Saturday, March 5, 2016

Integration Test - Case Study


In the previous post I discussed an integration-test framework that I developed for testing system  interactions with a java  master controller. Recall that this system consists of separate View, Master Controller, and Model/ModelController components.

A basic flow through the system would start with an action in the View, pass through the Master Controller to the Model/Model Controller, pass back into the Master Controller, and then terminate with responses back to the view and the model controller.

For this case I configured Dagger2 to create a mock of the manager that interacts with the view (see mocked view in the diagram).
 I used the mock to verify that the correct method and method parameters are called at the end of the flow. I also wanted to verify that the correct methods and method parameters are called on the Model Controller, but I could not mock the Model Controller because it is integral to the flow we are testing. Instead, the test spied on the model controller to verify the expected method and method parameter calls.

Test flow (from diagram):
  1. Initiate an action into the controller to mimic a user interaction from the GUI (View)
  2. The Master Controller interprets the input action as an action needing interpretation and dispatch to the Model Controller and performs these actions. I used Mockito to verify that the correct Model Controller method was called and that the correct parameters were supplied.
  3. The Model Controller interacts with the Model, processes the action and sends its own command back to the controller. I verify that the correct Master Controller method is called with the correct parameters. If the correct signature is seen, it means that the following components are working properly for the flow under test:
    1. The JNI layer for passing between the Java Master Controller and the C Model Controller for these interactions
    2. The Model Controller logic for this action 
  4. The Master Controller then interprets the action from the Model Controller, dispatches an action to the View to inform it what to display, and replies to the Model Controller with a confirmation able to successfully interpret and handle the command. Both these terminal responses are also verified.
One added complexity with testing this integration is that there are several locations where the flow crosses thread boundaries. I needed a mechanism for delaying our verifies until a callback is received. The integration test will take much longer to run than a typical unit test (on the order of 15 seconds), but this does not mean that we can get sloppy and use sleep statements. To get reliable results, sleep statements would add more delay than necessary, and could still result in tests which are not repeatable. It’s almost never a good idea to sleep in an automated test...or in any code.

Mockito provides the doAnswer() method which is very helpful for mocking asynchronous responses from an object, but this is not helpful to us because we are testing objects which we can’t mock. What we need is a way of synchronizing with the asynchronous callback, because the code under test relies on that callback completing before it can proceed. Java provides such a mechanism with the CountdownLatch. The CountdownLatch will block until its counter reaches 0. We can setup the CountdownLatch in the test thread and give it a value of 1. In the callback thread, we reduce the count to 0 to unblock the test thread when we perform the callback, allowing it to proceed with its verification. We attach a timeout to the latch in case the callback is never hit (15 seconds in this case). This is much better than a sleep statement because the timeout condition is only hit on a failure condition. For this reason we can choose a large number that we know will pass under all conditions, without actually delaying the test execution time except for the exceptional condition of an actual failing test. 



This solution is still not ideal. We had to instrument the test with a handler that overrides the implementation we are testing to call the implementation’s body and then countdown the latch. I could have used DI to inject this test handler, but in this case the framework already had a mechanism for registering handlers directly, so we were able to register the test handler this way.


◆ **Exercise requirements**
Retype the lines below exactly, but only those from the line that has "Describe the element" through the line that has "Task: Click on the div: PANIA". Omit every picture.

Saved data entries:

******

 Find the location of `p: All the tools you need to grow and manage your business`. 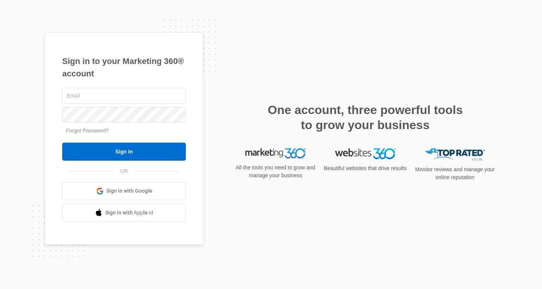

p: All the tools you need to grow and manage your business is located at coordinates (275, 172).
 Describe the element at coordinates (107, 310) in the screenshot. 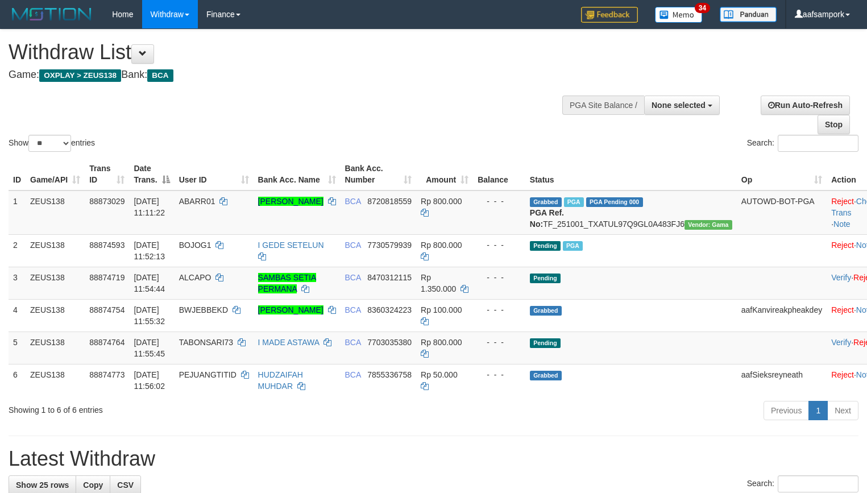

I see `span: 88874754` at that location.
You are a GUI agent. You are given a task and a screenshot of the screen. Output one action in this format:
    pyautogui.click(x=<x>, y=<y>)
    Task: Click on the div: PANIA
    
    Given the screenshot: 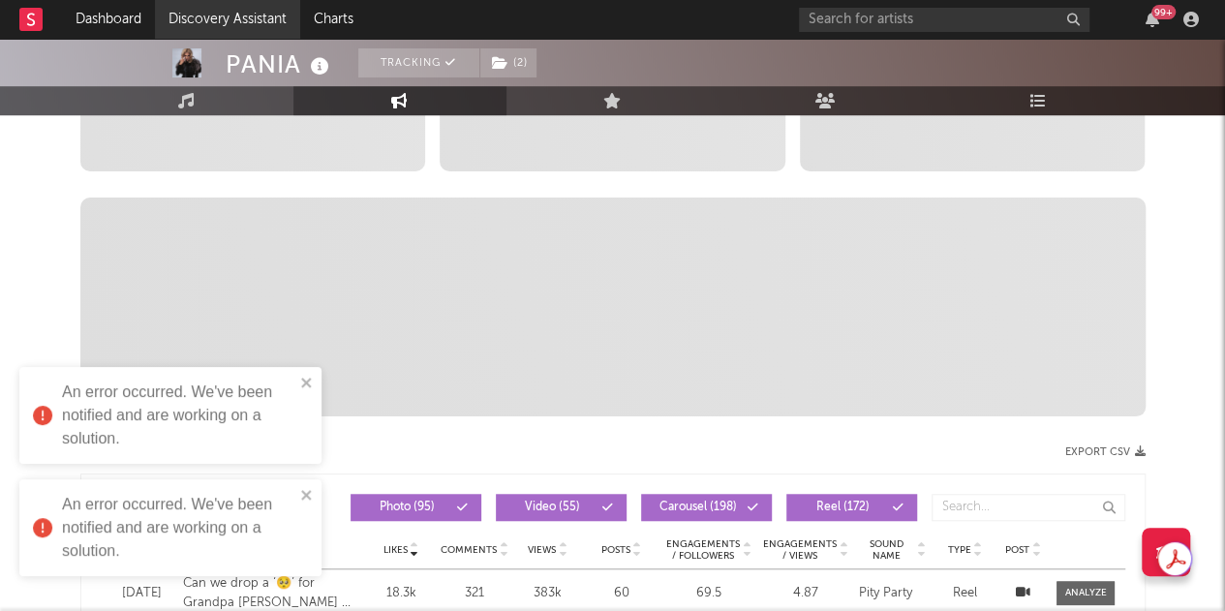 What is the action you would take?
    pyautogui.click(x=280, y=64)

******

◆ **Response**
 Describe the element at coordinates (107, 310) in the screenshot. 

I see `span: 88874754` at that location.
You are a GUI agent. You are given a task and a screenshot of the screen. Output one action in this format:
    pyautogui.click(x=<x>, y=<y>)
    Task: Click on the div: PANIA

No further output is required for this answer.